The trio includes two properties in Alexandria, Virginia: the 163-unit Landing at Alexandria that opened in 2022 and the 129-unit Riviera at Alexandria that opened in March. Chiron is bringing on Greystone to manage the two properties as a unified campus.

The Alexandria properties are selling for a combined $249M, and the deal is expected to close June 1. They sit within Potomac Yard, a growing mixed-use neighborhood a few miles south of Amazon's second headquarters. 

The third property is the Pinnacle North Bethesda in Montgomery County. The 175-unit senior housing community, with ground-floor retail next to the Pike & Rose mixed-use district, is scheduled to open in October. The $176M sale is also expected to close in October, and Chiron also plans to bring on Greystone to manage it. 

Chiron said it is managing them as senior housing operating properties, a model in which the owner is more exposed to the ups and downs of senior housing demand than if it leased the communities out to an operator. Tennessee-based REIT National Health Investors also uses this model.

The deal comes after Chiron changed its name in March from Global Medical REIT. Founded in 2014 and focused on the healthcare real estate sector, Global Medical REIT had a 5.2M SF portfolio at the time of the rebranding. 

It said the rebrand came after evaluating its strategy and deciding to broaden its focus to include the senior housing sector.

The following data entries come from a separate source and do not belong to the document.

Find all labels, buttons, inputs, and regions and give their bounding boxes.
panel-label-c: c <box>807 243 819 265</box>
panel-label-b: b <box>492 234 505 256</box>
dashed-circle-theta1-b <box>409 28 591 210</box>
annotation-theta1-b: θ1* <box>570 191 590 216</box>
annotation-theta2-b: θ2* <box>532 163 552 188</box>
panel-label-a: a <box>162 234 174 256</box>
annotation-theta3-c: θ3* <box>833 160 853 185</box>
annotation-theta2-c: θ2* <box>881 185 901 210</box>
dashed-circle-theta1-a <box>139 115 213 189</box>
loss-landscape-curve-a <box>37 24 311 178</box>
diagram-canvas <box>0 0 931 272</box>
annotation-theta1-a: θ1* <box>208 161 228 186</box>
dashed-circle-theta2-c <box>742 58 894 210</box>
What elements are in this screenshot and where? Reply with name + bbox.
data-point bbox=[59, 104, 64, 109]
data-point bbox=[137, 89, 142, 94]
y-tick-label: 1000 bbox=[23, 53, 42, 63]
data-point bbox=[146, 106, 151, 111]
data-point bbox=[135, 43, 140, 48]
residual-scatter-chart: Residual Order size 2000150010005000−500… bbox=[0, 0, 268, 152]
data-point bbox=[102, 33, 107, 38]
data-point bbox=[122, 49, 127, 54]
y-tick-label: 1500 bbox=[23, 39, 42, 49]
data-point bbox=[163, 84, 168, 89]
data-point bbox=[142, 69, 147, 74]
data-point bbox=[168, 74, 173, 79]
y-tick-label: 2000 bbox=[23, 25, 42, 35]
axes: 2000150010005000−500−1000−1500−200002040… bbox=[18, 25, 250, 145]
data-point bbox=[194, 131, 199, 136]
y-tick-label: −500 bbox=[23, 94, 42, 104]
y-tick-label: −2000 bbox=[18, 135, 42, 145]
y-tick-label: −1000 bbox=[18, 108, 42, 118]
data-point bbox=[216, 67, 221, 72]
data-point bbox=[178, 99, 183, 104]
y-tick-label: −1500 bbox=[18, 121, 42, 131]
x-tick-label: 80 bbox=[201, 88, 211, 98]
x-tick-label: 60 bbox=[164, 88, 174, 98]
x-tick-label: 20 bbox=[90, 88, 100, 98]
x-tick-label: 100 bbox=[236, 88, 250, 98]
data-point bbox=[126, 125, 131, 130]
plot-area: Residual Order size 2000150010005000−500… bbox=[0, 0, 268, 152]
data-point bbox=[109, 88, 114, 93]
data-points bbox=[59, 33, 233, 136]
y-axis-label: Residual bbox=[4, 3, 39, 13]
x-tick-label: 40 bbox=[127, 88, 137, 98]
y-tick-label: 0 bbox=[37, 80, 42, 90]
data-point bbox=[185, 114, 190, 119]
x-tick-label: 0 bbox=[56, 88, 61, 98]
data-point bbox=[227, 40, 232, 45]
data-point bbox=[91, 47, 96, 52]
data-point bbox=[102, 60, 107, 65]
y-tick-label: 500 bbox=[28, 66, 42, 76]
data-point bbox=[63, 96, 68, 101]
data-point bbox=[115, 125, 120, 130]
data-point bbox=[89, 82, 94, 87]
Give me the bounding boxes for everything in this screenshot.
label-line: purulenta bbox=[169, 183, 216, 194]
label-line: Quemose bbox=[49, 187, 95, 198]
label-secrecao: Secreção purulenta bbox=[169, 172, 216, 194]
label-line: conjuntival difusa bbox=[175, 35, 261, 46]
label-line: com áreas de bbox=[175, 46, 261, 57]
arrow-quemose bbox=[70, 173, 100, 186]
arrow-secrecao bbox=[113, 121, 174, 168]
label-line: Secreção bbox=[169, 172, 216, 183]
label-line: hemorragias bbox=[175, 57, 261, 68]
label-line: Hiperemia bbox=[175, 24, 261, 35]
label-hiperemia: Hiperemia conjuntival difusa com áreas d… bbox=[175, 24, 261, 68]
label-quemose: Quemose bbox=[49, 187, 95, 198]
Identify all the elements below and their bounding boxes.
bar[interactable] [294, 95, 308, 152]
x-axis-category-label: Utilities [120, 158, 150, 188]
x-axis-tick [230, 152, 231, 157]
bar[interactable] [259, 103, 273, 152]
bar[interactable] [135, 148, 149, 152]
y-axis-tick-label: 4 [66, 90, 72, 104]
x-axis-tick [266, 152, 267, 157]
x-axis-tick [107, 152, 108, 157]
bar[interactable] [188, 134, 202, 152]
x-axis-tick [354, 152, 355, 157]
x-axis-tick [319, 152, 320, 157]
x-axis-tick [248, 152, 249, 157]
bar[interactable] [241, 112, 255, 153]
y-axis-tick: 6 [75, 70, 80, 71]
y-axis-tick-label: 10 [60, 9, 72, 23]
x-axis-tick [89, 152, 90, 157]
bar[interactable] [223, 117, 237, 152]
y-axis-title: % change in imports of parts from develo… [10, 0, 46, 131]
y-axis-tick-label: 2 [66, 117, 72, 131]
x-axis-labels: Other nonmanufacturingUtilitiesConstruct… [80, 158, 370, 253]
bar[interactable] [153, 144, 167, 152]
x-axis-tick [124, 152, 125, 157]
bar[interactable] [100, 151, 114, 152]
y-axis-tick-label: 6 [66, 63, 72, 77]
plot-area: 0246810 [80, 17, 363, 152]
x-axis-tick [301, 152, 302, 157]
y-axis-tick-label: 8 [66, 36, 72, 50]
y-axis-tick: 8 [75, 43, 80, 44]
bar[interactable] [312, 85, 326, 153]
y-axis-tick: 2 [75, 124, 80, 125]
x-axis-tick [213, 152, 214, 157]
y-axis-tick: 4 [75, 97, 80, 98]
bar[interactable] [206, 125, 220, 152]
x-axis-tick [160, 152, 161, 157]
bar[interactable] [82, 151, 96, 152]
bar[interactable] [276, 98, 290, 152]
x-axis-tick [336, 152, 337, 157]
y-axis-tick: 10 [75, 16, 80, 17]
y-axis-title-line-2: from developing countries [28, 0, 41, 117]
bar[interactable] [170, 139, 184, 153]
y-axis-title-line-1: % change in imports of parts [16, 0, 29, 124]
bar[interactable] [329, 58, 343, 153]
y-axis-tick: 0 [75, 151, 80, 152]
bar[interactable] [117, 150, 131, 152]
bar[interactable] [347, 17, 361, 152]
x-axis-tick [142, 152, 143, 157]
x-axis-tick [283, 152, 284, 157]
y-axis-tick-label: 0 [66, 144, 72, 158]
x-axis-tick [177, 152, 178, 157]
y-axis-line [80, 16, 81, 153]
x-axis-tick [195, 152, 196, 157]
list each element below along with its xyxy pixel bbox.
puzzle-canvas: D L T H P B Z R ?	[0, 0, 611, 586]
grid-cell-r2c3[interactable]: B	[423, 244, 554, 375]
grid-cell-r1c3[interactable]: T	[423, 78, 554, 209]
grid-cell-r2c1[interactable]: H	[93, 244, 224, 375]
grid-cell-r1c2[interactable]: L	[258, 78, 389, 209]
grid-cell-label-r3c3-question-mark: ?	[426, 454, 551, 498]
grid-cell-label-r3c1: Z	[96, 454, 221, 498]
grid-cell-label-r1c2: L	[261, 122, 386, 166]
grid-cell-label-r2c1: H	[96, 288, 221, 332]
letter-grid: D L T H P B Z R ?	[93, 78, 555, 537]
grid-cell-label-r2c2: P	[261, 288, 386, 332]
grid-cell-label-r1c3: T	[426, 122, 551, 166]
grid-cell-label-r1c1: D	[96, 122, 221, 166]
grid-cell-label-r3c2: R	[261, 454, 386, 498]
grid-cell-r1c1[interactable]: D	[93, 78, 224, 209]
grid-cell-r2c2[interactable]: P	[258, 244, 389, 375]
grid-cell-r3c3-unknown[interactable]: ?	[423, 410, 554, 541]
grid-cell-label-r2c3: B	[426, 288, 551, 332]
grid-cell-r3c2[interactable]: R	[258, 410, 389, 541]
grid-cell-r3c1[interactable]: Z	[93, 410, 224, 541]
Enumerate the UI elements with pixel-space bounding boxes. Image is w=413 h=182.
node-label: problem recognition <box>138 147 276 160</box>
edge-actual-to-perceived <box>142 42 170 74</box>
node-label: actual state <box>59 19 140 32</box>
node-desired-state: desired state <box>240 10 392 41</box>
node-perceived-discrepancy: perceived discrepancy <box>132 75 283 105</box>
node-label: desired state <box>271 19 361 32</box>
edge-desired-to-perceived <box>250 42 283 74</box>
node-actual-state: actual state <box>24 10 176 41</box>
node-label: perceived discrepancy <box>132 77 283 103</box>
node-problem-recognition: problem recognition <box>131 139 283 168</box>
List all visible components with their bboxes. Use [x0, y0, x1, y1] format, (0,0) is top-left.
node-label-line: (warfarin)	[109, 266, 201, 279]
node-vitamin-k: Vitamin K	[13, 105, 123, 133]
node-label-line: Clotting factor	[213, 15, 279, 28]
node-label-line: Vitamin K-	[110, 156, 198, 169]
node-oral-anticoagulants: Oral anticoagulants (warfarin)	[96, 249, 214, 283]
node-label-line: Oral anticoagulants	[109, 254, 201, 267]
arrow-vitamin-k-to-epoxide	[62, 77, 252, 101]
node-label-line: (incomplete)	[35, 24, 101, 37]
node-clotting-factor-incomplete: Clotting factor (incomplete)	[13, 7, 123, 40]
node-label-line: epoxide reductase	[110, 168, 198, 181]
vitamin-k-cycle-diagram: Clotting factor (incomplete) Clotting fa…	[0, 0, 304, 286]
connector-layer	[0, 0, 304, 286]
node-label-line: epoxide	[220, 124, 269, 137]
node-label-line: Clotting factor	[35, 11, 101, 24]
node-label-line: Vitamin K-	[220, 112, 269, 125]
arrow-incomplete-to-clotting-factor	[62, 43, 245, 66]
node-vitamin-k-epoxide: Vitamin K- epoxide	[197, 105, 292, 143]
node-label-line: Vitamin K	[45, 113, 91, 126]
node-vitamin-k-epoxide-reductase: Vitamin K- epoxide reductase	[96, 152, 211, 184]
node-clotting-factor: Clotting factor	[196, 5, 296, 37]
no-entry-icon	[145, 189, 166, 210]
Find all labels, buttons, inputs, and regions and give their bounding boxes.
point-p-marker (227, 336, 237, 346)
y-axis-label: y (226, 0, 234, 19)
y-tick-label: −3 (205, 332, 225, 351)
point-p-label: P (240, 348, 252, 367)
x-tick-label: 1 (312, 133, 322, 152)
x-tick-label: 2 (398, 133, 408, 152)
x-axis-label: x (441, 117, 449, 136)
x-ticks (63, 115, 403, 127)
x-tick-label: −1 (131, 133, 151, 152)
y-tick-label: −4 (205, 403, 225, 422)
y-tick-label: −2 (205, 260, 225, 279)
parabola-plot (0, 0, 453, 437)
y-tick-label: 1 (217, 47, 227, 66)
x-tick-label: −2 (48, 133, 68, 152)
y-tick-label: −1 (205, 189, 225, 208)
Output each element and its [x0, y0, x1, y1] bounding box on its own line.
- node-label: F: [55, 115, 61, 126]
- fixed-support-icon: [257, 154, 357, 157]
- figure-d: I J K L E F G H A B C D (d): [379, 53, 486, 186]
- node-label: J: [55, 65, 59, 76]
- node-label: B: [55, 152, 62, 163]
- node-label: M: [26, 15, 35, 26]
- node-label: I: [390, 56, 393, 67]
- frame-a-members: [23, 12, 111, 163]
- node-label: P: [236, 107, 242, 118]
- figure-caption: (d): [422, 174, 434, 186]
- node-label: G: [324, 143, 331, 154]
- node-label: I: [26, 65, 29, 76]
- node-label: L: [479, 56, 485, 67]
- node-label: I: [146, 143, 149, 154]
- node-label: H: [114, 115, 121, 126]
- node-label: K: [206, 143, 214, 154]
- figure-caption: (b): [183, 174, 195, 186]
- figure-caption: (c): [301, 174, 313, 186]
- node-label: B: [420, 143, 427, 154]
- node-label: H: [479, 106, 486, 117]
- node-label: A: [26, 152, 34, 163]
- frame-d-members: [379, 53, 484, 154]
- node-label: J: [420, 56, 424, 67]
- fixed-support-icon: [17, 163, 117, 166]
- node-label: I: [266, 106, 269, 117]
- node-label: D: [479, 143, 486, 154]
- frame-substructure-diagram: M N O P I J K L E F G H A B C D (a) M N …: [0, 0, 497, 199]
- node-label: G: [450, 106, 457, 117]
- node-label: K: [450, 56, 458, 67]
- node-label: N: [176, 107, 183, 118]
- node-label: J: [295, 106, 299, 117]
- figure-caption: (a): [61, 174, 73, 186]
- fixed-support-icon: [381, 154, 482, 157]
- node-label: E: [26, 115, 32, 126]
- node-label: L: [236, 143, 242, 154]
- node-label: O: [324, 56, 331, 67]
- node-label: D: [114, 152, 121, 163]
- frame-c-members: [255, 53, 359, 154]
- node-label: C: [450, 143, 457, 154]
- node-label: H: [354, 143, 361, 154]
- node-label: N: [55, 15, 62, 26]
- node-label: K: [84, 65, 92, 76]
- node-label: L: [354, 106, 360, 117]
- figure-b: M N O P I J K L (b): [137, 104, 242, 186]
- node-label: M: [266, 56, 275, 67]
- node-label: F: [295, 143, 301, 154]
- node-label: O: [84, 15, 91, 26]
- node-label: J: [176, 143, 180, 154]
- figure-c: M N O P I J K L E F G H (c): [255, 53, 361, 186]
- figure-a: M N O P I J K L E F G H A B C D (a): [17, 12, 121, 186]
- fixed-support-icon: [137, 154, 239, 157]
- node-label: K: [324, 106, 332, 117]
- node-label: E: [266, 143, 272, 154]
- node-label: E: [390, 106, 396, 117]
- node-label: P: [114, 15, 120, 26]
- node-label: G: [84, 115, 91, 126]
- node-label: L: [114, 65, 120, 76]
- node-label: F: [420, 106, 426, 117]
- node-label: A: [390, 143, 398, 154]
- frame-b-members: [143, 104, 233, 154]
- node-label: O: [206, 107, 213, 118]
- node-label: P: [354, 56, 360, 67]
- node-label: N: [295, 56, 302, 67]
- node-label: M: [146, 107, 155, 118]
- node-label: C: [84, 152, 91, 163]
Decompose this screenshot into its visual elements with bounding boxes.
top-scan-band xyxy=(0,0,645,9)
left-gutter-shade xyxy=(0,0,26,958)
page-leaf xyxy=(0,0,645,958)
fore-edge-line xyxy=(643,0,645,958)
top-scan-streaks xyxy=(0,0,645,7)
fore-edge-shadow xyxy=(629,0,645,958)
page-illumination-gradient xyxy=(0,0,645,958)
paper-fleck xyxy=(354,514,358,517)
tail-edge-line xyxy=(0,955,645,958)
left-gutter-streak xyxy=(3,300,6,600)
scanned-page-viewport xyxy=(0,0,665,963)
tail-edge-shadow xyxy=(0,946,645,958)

The sector has become a hot target for real estate investors as demand has outpaced supply, with baby boomers reaching retirement age and new development remaining difficult to finance. 

More than $24B was spent on U.S. senior housing acquisitions in 2025, the most active year for the sector since 2015, according to JLL. In a survey of investors, 86% said they plan to expand their senior housing portfolios in 2026.

“These acquisitions represent Chiron’s initial entry into seniors housing and advance our strategy of investing in high-quality communities in supply-constrained markets,” Chiron CEO Mark Decker Jr. said in a statement. “We believe this is an attractive time to enter the sector given the favorable long-term demand outlook and limited new supply.”